Let them. Wounded animals had to stick together.

He held his arms out, fluttering his hands, and as he edged slowly toward the injured gull he felt himself to be the ridiculous figure his employees thought he was. He could hear Cora telling him in the measured cadence of her profession that he was being paranoid, that he had the love and respect of all his employees. But this was not paranoia; how he wished it were. Ever since his father died, forcing Duncan to move back from New York to take over Seacrest’s helm—his older brother, Nod, having laughed it off—he felt he was not meeting the employees’ expectations of a Leland boss. Duncan had arrived at the tail end of a long line of rugged, blond male specimens who were athletic, competent, and self-assured on land and sea. He was none of those things. Baby pictures showed him as a happy towhead, but the years had darkened his hair along with his mood, until both were mud-colored. Behind his back, he imagined that his workers made fun of his coordination (faulty) and glasses (eyes too dry for contacts). He was tall, yes, but tall in a gangly, loose-limbed sort of way.
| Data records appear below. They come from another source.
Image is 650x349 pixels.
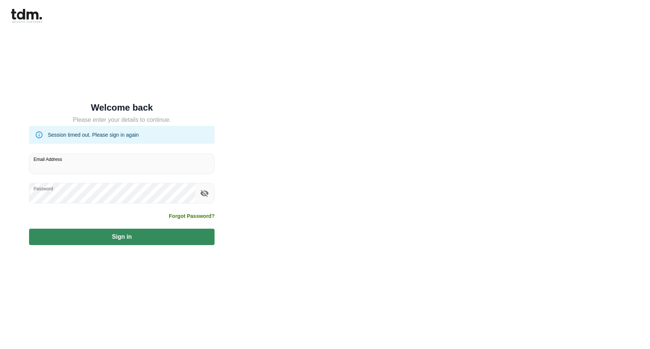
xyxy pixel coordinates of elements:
[34,185,53,192] label: Password
[198,187,211,200] button: toggle password visibility
[29,229,214,245] button: Sign in
[48,128,138,141] div: Session timed out. Please sign in again
[29,104,214,111] h5: Welcome back
[29,115,214,124] h5: Please enter your details to continue.
[169,212,214,220] a: Forgot Password?
[34,156,62,162] label: Email Address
His image was not helped by the fact that at the moment he wore a business suit tucked into calf-high muck boots. After he’d returned from the bank with an empty begging bowl, he was too tired to change into his work clothes of jeans and a sweatshirt. He’d removed his tie and tossed it up and over the ceiling fan like a noose, then slipped off his leather shoes and put on the wellies he kept in his office for slogging around the factory floor, but he’d done nothing to protect his navy Brooks Brothers outfit. What did it matter? He saw no future that included a three-piece suit.